This weekend, finance ministers from the Group of Seven most advanced nations will gather in the town of Iqualit, just South of the Canadian Arctic Circle, to try to put some order into the chaos of banking regulation. The return to fat profits, bonuses and greed at the global banks, just 15 months after the ‘Great Panic’ of 2008 has been so swift that it has left politicians and policy-makers in the starting traps.
The spirit of co-operation that Gordon Brown sought to engender at the first G20 London summit in April 2009 has quickly fractured and ideas for regulation and taxation of the banks have spun off in a dozen directions.
President Obama, having made healthcare reform his domestic focus in his first year in office, suddenly discovered last month — after the defeat of the Democrats in the Massachusetts special Senate election — that what is really worrying Americans is the state of economy and the greed of Wall Street.
In a pair of rapid fire actions, which left most advanced countries in the dust, he first imposed a savage levy on bank assets designed to recoup every “last dime” of the $700bn of bailout assistance provided to the banks through the troubled asset relief plan (TARP). Secondly, on the eve of this year’s State of the Union address, he appeared at the White House accompanied by the mountainous figure of Paul Volcker (Federal Reserve chairman in the 1980s) and unveiled his plans to defenestrate the super-banks.

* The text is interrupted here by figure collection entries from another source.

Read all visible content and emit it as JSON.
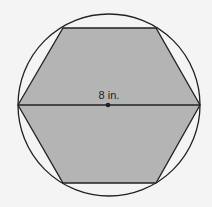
{
  "diagram": {
    "diameter_label": "8 in.",
    "colors": {
      "background": "#f4f4f4",
      "hexagon_fill": "#b4b4b4",
      "stroke": "#222222"
    },
    "circle": {
      "cx": 109,
      "cy": 105,
      "r": 91
    },
    "hexagon_points": "18,105 63,28 156,28 200,105 156,183 63,183",
    "diameter": {
      "x1": 18,
      "y1": 105,
      "x2": 200,
      "y2": 105
    },
    "center_point": {
      "x": 108,
      "y": 105
    }
  }
}
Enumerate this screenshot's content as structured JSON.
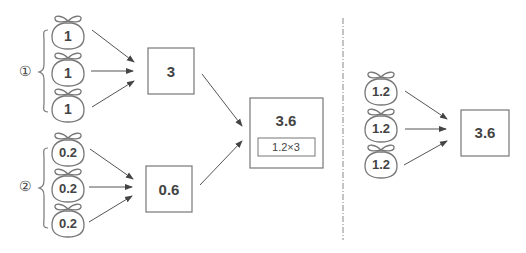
{
  "group1": {
    "marker": "①",
    "bags": [
      "1",
      "1",
      "1"
    ],
    "result": "3"
  },
  "group2": {
    "marker": "②",
    "bags": [
      "0.2",
      "0.2",
      "0.2"
    ],
    "result": "0.6"
  },
  "combined": {
    "value": "3.6",
    "formula": "1.2×3"
  },
  "right": {
    "bags": [
      "1.2",
      "1.2",
      "1.2"
    ],
    "result": "3.6"
  },
  "colors": {
    "stroke": "#6b6b6b",
    "text": "#444444",
    "background": "#ffffff"
  }
}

No longer should banks, insured by the federal government, engage in “proprietary trading” on the financial markets. Nor should they be supporting hedge fund or private equity activities. The “Volcker rule” would seek to separate ordinary retail banking — the process of taking deposits and lending to individuals and businesses — from high-risk, casino banking which brought the world to the edge of a precipice in 2008-09.

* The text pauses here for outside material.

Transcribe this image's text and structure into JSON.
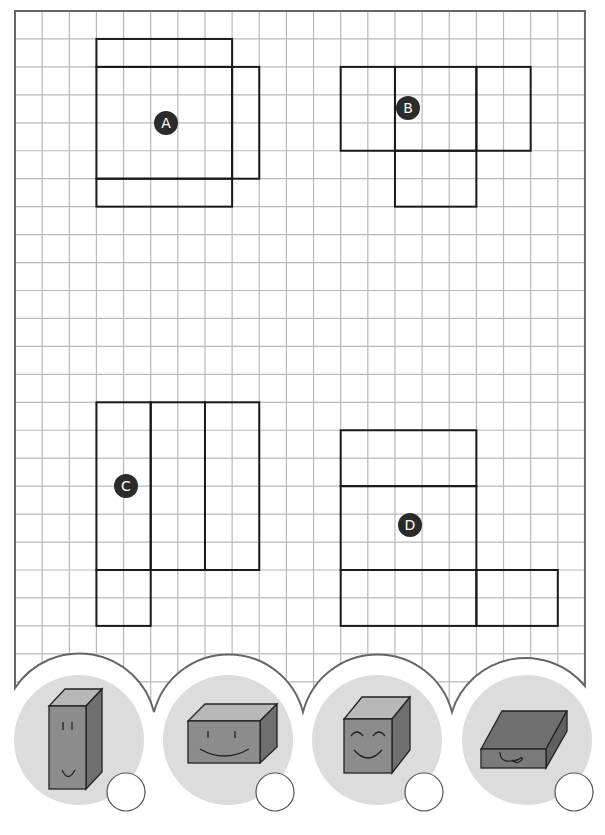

Ideas for regulation and taxation of the banks have spun off in a dozen directions
In effect, Obama was embracing a new form of Glass-Steagall, the 1930s depression-era law which forced American banks to separate investment/merchant banking activities from retail banking.
The global banks might have avoided such heavy-handed intervention so late in the day were it not for the role played by Goldman Sachs.

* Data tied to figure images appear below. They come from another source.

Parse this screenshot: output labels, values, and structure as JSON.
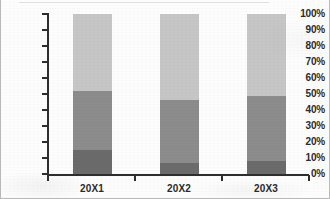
{
  "chart_data": {
    "type": "bar",
    "subtype": "stacked-100-percent",
    "title": "",
    "xlabel": "",
    "ylabel": "",
    "categories": [
      "20X1",
      "20X2",
      "20X3"
    ],
    "series": [
      {
        "name": "Series 1",
        "color": "#6b6b6b",
        "values": [
          15,
          7,
          8
        ]
      },
      {
        "name": "Series 2",
        "color": "#8c8c8c",
        "values": [
          37,
          39,
          41
        ]
      },
      {
        "name": "Series 3",
        "color": "#c6c6c6",
        "values": [
          48,
          54,
          51
        ]
      }
    ],
    "cumulative_tops": [
      {
        "category": "20X1",
        "tops": [
          15,
          52,
          100
        ]
      },
      {
        "category": "20X2",
        "tops": [
          7,
          46,
          100
        ]
      },
      {
        "category": "20X3",
        "tops": [
          8,
          49,
          100
        ]
      }
    ],
    "ylim": [
      0,
      100
    ],
    "ytick_step": 10,
    "ytick_labels": [
      "100%",
      "90%",
      "80%",
      "70%",
      "60%",
      "50%",
      "40%",
      "30%",
      "20%",
      "10%",
      "0%"
    ],
    "ytick_values": [
      100,
      90,
      80,
      70,
      60,
      50,
      40,
      30,
      20,
      10,
      0
    ],
    "grid": false,
    "legend": false,
    "legend_position": "none",
    "axis_color": "#2e2e2e",
    "plot_background": "#fdfdfd"
  },
  "axes": {
    "y_ticks": [
      {
        "label": "100%",
        "value": 100
      },
      {
        "label": "90%",
        "value": 90
      },
      {
        "label": "80%",
        "value": 80
      },
      {
        "label": "70%",
        "value": 70
      },
      {
        "label": "60%",
        "value": 60
      },
      {
        "label": "50%",
        "value": 50
      },
      {
        "label": "40%",
        "value": 40
      },
      {
        "label": "30%",
        "value": 30
      },
      {
        "label": "20%",
        "value": 20
      },
      {
        "label": "10%",
        "value": 10
      },
      {
        "label": "0%",
        "value": 0
      }
    ],
    "x_categories": [
      {
        "label": "20X1"
      },
      {
        "label": "20X2"
      },
      {
        "label": "20X3"
      }
    ]
  }
}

Throughout 2009, the New York bank proved itself to be a money-making machine, taking advantage of the lack of competition in the market place, a surge in share prices and huge spreads — the difference in cost between borrowing money and lending it — to spin record profits and bonus payments.
Had it decided to turn the bonuses all into capital, distribute them to shareholders or put them into a Bill Gates-style charitable trust, it might have escaped opprobrium.
But the decision to allocate 40 per cent of income to bonuses (a figure eventually reduced to 33 per cent) set off a bonus arms race with other financial houses (including nationalised banks like Royal Bank of Scotland). Bankers such as Stephen Green, the chairman of HSBC, openly blamed Goldman Sachs for creating the conditions which brought a full panoply of taxation rules down on the industry.
It is extraordinary how rapidly matters have moved. When in early September 2009 Lord (Adair) Turner, chairman of Britain’s Financial Services Authority, casually threw out the idea of a “transactions tax” on the banks, it was dismissed as preposterous.
In November, Gordon Brown paid a surprise call on G20 finance ministers meeting in St Andrews and took up the same cudgels to widespread disdain.
And when Alistair Darling imposed a 50 per cent windfall tax on bank bonuses in his Pre-Budget Report — aiming to raise £500m; the actual amount is likely to be closer to £3bn — cries of anguish went up and there were threats by bankers to move critical trading operations out of Britain to lower tax centres.
By last week at Davos, after the intervention by Obama, the defiant mood in the banking parlours had changed.
Josef Ackermann of Deutsche Bank, a key figure in the global bankers’ organisation, the Institute of International Finance, declared his full support for “insurance fund” to deal with the “too big too fail” scenario.
He was joined by Bob Diamond, Britain’s highest-paid banker, who heads BarCap — the investment banking arm of Barclays. The defiance has now gone and it is now the politicians and regulators that are back in the driving seat.
The job of the G7 will be to forge some common ground on the kind of taxes and regulations that they wish to see.
If gaps are left in the net and some regimes continue to offer “light touch” regulation, then despite all the tough talk, the genie will not be put back in the bottle.
In the past, Britain has sought to benefit from tougher regulatory and tax rules in the US and on the continent.
Amid the current public furore about the behaviour of the banks and the support for Obama, such as rules from George Osborne for the Tories and Vince Cable for the Lib Dems, it looks as if this time the City’s aim of competitive advantage could be consigned to the scrap-heap.